“No,” Danika says vehemently.“No way.Sadie will be there, so that’ll be good.”
“Won’t let you out of my sight,” I promise.“Let’s all sleep over here after?”
“Yes!”Darcy says excitedly.“We’ll be back after dinner.”
“Are you talking to Jonathan tomorrow too?”Danika asks carefully.
I shrug.“If I see him.He’s avoided me all week.But I’m not sure what to say, exactly.I don’t understand any of this.”
“Maybe you just listen,” Jaz offers, her brown eyes imbuing me with bravery.
Nervous energy leaps from girl to girl like an electric charge.
Nothing will be the same after tomorrow.As dramatic as that sounds, it feels even worse.
Chapter Twenty-Six
You can’t go to the bonfire.”
I swallow.
I haven’t seen Jonathan for five days.And now he’s standing next to his truck, parked beside my car in the school parking lot, looking at me likehe’sa bonfire.
“Excuse me?”I rasp out.
“Tonight.You can’t go.Not with them.”
“Are you serious?”I find my voice somewhere in the depths of my feet.
“I don’t want you around Oren, Livvy and all of them.Okay?”
“You’retellingme—” Then I shake my head to clear the spinning.“Thisis what you want to talk about?After not hearing from you all week, you show up just totellme what I can’t do?”
“Can we not do this here?”
I spin around to find Collin behind me.He hasn’t spoken to me either.
I’ve spent the entire week struggling to focus.Sleep.Eat.Hold any sort of coherent conversation.The only thing holding me together are my girls.Them and dance.I’ve avoided everyone else, including my parents.Or everyone else has been avoidingme.
“Meet us at the garage,” Collin says before climbing into the passenger side of the truck.
I’m vibrating in the driver’s seat, trailing behind Jonathan.There’s definitely anger rushing through my veins.I recognize the angst of frustration rattling in my throat.And the all-too-familiar swirl of fear in my gut.I take a breath.When I go to blow it out, I scream.
So loud that when I come to a stop at the red light, the passenger in the car beside me looks concerned.I smile maniacally, all teeth.
By the time we pull in front of the garage, I’m bouncing in my seat, one big swirl of emotions.I’m surprised I’m not hiccupping.I hold my breath, just in case.
Collin is standing in front of my car, staring at me.I realize I still have a death grip on the steering wheel and haven’t shut off my engine.He shakes his head and comes to fetch me.
“C’mon, weirdo,” he says.“I promise it won’t be that bad.”
I relinquish the strangle hold on the steering wheel and turn off the car.“You promise?”
“Only for us,” he assures me.“I can’t say the same for Mr.Intensity over there.”He nods his head toward the truck.Jonathan is still in the cab, blasting music.“I told him I wanted to talk to you first.”
Collin and I have honestly never fought.We’ve never used thewe need to talkline on each other.
Jonathan and I haven’t either, other than the anxiety-inducedare we togetherconversation in October.There’s an energy between us that we always skated around, built upon unspoken feelings, thought and, apparently, a closet filled with a cemetery’s worth of skeletons.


- _Directions_
Every line containing the word "axis" must be pulled from the records.

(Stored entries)
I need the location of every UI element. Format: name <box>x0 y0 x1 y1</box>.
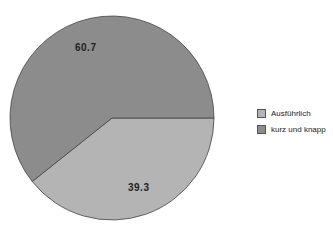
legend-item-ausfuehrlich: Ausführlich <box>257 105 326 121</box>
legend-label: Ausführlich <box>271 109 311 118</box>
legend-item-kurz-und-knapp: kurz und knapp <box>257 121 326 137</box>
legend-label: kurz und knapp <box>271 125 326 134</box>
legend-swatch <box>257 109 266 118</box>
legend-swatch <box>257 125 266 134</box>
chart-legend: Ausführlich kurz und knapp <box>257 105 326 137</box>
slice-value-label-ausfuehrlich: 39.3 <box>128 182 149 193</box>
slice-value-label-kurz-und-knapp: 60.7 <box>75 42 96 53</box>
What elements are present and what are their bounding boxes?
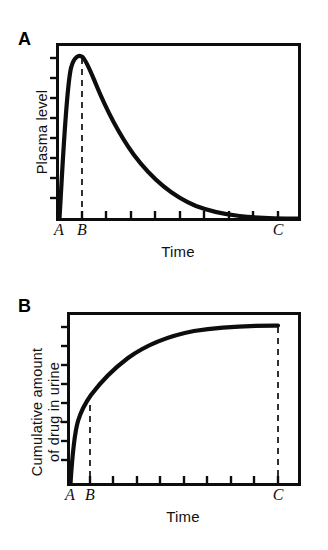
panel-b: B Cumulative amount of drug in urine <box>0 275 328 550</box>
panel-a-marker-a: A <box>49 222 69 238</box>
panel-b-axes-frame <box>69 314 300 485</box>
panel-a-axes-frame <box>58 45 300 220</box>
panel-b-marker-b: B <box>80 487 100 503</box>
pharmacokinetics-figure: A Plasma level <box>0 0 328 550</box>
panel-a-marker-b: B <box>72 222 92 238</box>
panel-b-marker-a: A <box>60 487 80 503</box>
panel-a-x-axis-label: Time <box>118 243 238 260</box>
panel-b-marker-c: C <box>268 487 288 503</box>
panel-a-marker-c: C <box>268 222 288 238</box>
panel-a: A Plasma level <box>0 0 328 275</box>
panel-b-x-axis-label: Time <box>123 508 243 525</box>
---
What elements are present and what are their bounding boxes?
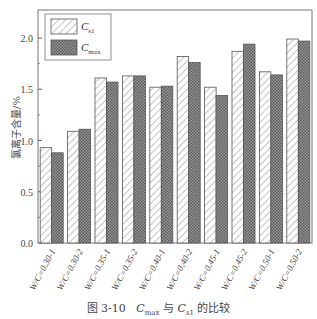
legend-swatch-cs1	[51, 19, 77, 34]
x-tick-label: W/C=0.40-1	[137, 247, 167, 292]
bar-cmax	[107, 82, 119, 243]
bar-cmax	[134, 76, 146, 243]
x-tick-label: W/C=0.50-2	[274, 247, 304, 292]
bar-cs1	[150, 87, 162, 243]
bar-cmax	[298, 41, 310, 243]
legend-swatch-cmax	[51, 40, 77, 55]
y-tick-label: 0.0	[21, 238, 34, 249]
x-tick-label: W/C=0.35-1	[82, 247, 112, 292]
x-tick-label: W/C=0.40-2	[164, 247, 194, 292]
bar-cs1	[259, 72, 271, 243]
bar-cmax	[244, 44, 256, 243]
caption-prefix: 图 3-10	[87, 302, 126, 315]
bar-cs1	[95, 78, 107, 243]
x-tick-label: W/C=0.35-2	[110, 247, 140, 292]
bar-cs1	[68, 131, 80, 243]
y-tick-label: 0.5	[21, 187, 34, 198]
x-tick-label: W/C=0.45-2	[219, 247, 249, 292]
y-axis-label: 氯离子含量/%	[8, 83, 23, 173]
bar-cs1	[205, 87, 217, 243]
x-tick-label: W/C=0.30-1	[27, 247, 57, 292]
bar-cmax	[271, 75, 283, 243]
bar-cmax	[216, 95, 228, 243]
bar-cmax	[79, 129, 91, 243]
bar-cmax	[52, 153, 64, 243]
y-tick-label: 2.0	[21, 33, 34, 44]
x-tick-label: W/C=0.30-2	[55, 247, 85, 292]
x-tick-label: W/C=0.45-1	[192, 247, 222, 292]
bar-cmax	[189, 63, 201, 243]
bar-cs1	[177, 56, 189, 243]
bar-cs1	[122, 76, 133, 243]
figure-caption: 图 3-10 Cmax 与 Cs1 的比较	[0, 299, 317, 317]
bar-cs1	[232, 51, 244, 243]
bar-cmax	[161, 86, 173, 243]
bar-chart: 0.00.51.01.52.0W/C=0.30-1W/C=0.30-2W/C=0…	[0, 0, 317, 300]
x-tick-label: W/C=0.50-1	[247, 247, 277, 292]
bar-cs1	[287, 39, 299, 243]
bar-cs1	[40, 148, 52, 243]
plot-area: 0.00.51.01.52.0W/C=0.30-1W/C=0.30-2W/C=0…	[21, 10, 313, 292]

- _Written reply_
panel-a-x-axis-label: Time <box>118 243 238 260</box>
panel-b-x-axis-label: Time <box>123 508 243 525</box>
y-axis-label: 氯离子含量/%	[8, 83, 23, 173]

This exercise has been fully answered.